Bargain is a word whose history illuminates the deep Germanic roots hidden beneath the surface of French commercial vocabulary. It enters English from Old French bargaignier ("to haggle, to negotiate"), but this French word is not native to the Romance language family. It was borrowed from Frankish, the Germanic language spoken by the Franks who conquered Gaul in the 5th century. The likely Frankish source is *borganjan ("to lend, borrow"), related to Old High German borgēn and modern German borgen ("to borrow, to guarantee").
The semantic connection between borrowing and bargaining lies in the concept of mutual obligation. A loan creates a reciprocal relationship — one party provides, the other is obligated to repay. Bargaining is the negotiation of such reciprocal terms. The Proto-Germanic root *burgōną ("to pledge, guarantee") may also connect to *burgaz ("fortress, stronghold"), suggesting an association between pledging and protection — the guarantee as a fortress of trust.
The Old French verb bargaignier developed an interesting secondary meaning: "to hesitate, to waver." This makes intuitive sense — the back-and-forth of negotiation involves deliberation and delay. Modern French has largely lost this word (replaced by marchander for haggling), but English preserved it with full commercial vigor.
In English, bargain has developed a rich set of meanings and phrases. "A bargain" as a noun can mean either the agreement itself or something obtained at an advantageous price. "To drive a hard bargain" emphasizes aggressive negotiation. "Into the bargain" (16th century) means "in addition, as a bonus." The "Faustian bargain" — an agreement that sacrifices long-term well-being for short-term advantage — draws on the German legend of Dr. Faustus and his pact with the devil, though the phrase in English is surprisingly recent, gaining
The concept of bargaining is central to economic theory, game theory, and labor relations. "Collective bargaining," the process by which workers negotiate as a group with employers, was coined by Beatrice Webb in 1891 and became a cornerstone of labor law. The Nash Bargaining Solution, developed by mathematician John Nash in 1950, formalized the mathematics of two-party negotiation. A humble word of Frankish origin thus became essential to both everyday commerce and advanced economic theory.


__How to complete this task__
Images are not part of the copy; transcribe all the data exactly.
=== Excerpted data ===
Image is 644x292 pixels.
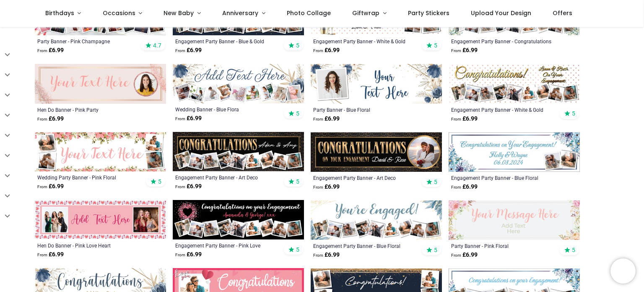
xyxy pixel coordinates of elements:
span: Occasions [103,9,135,17]
a: Engagement Party Banner - Congratulations Hearts [451,38,552,45]
span: Offers [553,9,572,17]
img: Personalised Engagement Party Banner - Art Deco - Custom Name & 1 Photo Upload [311,132,442,172]
a: Wedding Banner - Blue Flora [175,106,276,113]
span: From [37,48,47,53]
span: Photo Collage [287,9,331,17]
a: Party Banner - Blue Floral [313,106,414,113]
img: Personalised Engagement Party Banner - Blue Floral - Custom Date, Name & 2 Photo Upload [449,132,580,172]
a: Wedding Party Banner - Pink Floral [37,174,138,181]
span: From [313,48,323,53]
strong: £ 6.99 [175,46,202,55]
img: Personalised Wedding Banner - Blue Flora - Custom Text & 9 Photo Upload [173,64,304,103]
span: 5 [572,246,575,254]
span: Party Stickers [408,9,450,17]
span: From [451,48,461,53]
span: 5 [434,246,437,254]
a: Engagement Party Banner - Art Deco [313,174,414,181]
a: Party Banner - Pink Champagne [37,38,138,45]
a: Hen Do Banner - Pink Party [37,106,138,113]
strong: £ 6.99 [313,183,340,191]
a: Engagement Party Banner - Pink Love Hearts [175,242,276,249]
span: From [175,48,185,53]
strong: £ 6.99 [37,250,64,259]
span: From [313,117,323,121]
span: Giftwrap [352,9,380,17]
span: From [175,252,185,257]
span: New Baby [164,9,194,17]
strong: £ 6.99 [37,46,64,55]
strong: £ 6.99 [313,46,340,55]
strong: £ 6.99 [37,182,64,191]
span: Anniversary [222,9,258,17]
span: From [313,185,323,190]
strong: £ 6.99 [451,183,477,191]
span: 5 [158,178,161,185]
span: From [37,117,47,121]
img: Personalised Engagement Party Banner - Blue Floral - 9 Photo Upload [311,200,442,240]
strong: £ 6.99 [175,182,202,191]
span: Birthdays [45,9,74,17]
img: Personalised Hen Do Banner - Pink Party - Custom Text & 1 Photo Upload [35,64,166,103]
span: From [313,253,323,258]
strong: £ 6.99 [451,251,477,259]
span: 5 [434,42,437,49]
strong: £ 6.99 [313,115,340,123]
span: 5 [296,246,299,253]
span: Upload Your Design [471,9,532,17]
img: Personalised Wedding Party Banner - Pink Floral - Custom Text & 4 Photo Upload [35,132,166,172]
iframe: Brevo live chat [611,258,636,283]
a: Hen Do Banner - Pink Love Heart [37,242,138,249]
span: From [37,184,47,189]
span: From [451,253,461,258]
span: From [451,117,461,121]
img: Personalised Engagement Party Banner - White & Gold - 9 Photo Upload [449,64,580,103]
span: From [175,184,185,189]
a: Engagement Party Banner - Blue Floral [313,243,414,249]
img: Personalised Hen Do Banner - Pink Love Heart - Custom Text & 2 Photo Upload [35,200,166,240]
span: From [175,117,185,121]
img: Personalised Engagement Party Banner - Pink Love Hearts - Custom Name & 9 Photo Upload [173,200,304,240]
a: Engagement Party Banner - Blue Floral [451,174,552,181]
span: 5 [296,178,299,185]
a: Engagement Party Banner - Art Deco [175,174,276,181]
strong: £ 6.99 [37,115,64,123]
strong: £ 6.99 [313,251,340,259]
span: 5 [572,110,575,117]
span: 5 [434,178,437,186]
span: 5 [296,42,299,49]
a: Party Banner - Pink Floral [451,243,552,249]
img: Personalised Engagement Party Banner - Art Deco - Custom Name & 9 Photo Upload [173,132,304,172]
span: 5 [296,110,299,117]
span: From [37,252,47,257]
a: Engagement Party Banner - Blue & Gold Congratulations [175,38,276,45]
strong: £ 6.99 [451,46,477,55]
img: Personalised Party Banner - Pink Floral - Custom Name & Text [449,200,580,240]
img: Personalised Party Banner - Blue Floral - 1 Photo Upload & Custom Text [311,64,442,103]
strong: £ 6.99 [175,114,202,123]
a: Engagement Party Banner - White & Gold [313,38,414,45]
span: 4.7 [153,42,161,49]
span: From [451,185,461,190]
a: Engagement Party Banner - White & Gold [451,106,552,113]
strong: £ 6.99 [175,250,202,259]
strong: £ 6.99 [451,115,477,123]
===
__Written solution__
Image is 644x292 pixels.
xyxy pixel coordinates of elements:
span: Occasions [103,9,135,17]
a: Engagement Party Banner - Congratulations Hearts [451,38,552,45]
span: Offers [553,9,572,17]
img: Personalised Engagement Party Banner - Art Deco - Custom Name & 1 Photo Upload [311,132,442,172]
a: Wedding Banner - Blue Flora [175,106,276,113]
span: From [37,48,47,53]
span: Photo Collage [287,9,331,17]
a: Party Banner - Blue Floral [313,106,414,113]
img: Personalised Engagement Party Banner - Blue Floral - Custom Date, Name & 2 Photo Upload [449,132,580,172]
a: Wedding Party Banner - Pink Floral [37,174,138,181]
span: From [313,48,323,53]
strong: £ 6.99 [175,46,202,55]
img: Personalised Wedding Banner - Blue Flora - Custom Text & 9 Photo Upload [173,64,304,103]
span: 5 [572,246,575,254]
span: Party Stickers [408,9,450,17]
span: From [451,48,461,53]
span: 5 [434,246,437,254]
a: Engagement Party Banner - Art Deco [313,174,414,181]
a: Party Banner - Pink Champagne [37,38,138,45]
a: Hen Do Banner - Pink Party [37,106,138,113]
strong: £ 6.99 [313,183,340,191]
a: Engagement Party Banner - Pink Love Hearts [175,242,276,249]
span: From [175,48,185,53]
strong: £ 6.99 [37,250,64,259]
span: From [313,117,323,121]
span: Giftwrap [352,9,380,17]
span: From [175,252,185,257]
span: New Baby [164,9,194,17]
strong: £ 6.99 [37,46,64,55]
strong: £ 6.99 [313,46,340,55]
strong: £ 6.99 [37,182,64,191]
span: Anniversary [222,9,258,17]
span: From [313,185,323,190]
strong: £ 6.99 [451,183,477,191]
span: 5 [158,178,161,185]
span: From [37,117,47,121]
img: Personalised Engagement Party Banner - Blue Floral - 9 Photo Upload [311,200,442,240]
strong: £ 6.99 [175,182,202,191]
span: Birthdays [45,9,74,17]
img: Personalised Hen Do Banner - Pink Party - Custom Text & 1 Photo Upload [35,64,166,103]
span: From [313,253,323,258]
strong: £ 6.99 [451,251,477,259]
span: 5 [434,42,437,49]
strong: £ 6.99 [313,115,340,123]
span: 5 [296,246,299,253]
span: Upload Your Design [471,9,532,17]
img: Personalised Wedding Party Banner - Pink Floral - Custom Text & 4 Photo Upload [35,132,166,172]
iframe: Brevo live chat [611,258,636,283]
a: Hen Do Banner - Pink Love Heart [37,242,138,249]
span: From [37,184,47,189]
span: From [451,253,461,258]
span: From [451,117,461,121]
img: Personalised Engagement Party Banner - White & Gold - 9 Photo Upload [449,64,580,103]
span: From [175,184,185,189]
a: Engagement Party Banner - Blue Floral [313,243,414,249]
img: Personalised Hen Do Banner - Pink Love Heart - Custom Text & 2 Photo Upload [35,200,166,240]
span: From [175,117,185,121]
img: Personalised Engagement Party Banner - Pink Love Hearts - Custom Name & 9 Photo Upload [173,200,304,240]
a: Engagement Party Banner - Blue Floral [451,174,552,181]
span: 5 [296,178,299,185]
a: Engagement Party Banner - Art Deco [175,174,276,181]
strong: £ 6.99 [37,115,64,123]
strong: £ 6.99 [313,251,340,259]
span: 5 [572,110,575,117]
span: 5 [434,178,437,186]
span: 5 [296,42,299,49]
a: Party Banner - Pink Floral [451,243,552,249]
img: Personalised Engagement Party Banner - Art Deco - Custom Name & 9 Photo Upload [173,132,304,172]
span: 5 [296,110,299,117]
span: From [37,252,47,257]
a: Engagement Party Banner - Blue & Gold Congratulations [175,38,276,45]
strong: £ 6.99 [451,46,477,55]
img: Personalised Party Banner - Pink Floral - Custom Name & Text [449,200,580,240]
img: Personalised Party Banner - Blue Floral - 1 Photo Upload & Custom Text [311,64,442,103]
strong: £ 6.99 [175,114,202,123]
a: Engagement Party Banner - White & Gold [313,38,414,45]
span: 4.7 [153,42,161,49]
span: From [451,185,461,190]
a: Engagement Party Banner - White & Gold [451,106,552,113]
strong: £ 6.99 [175,250,202,259]
strong: £ 6.99 [451,115,477,123]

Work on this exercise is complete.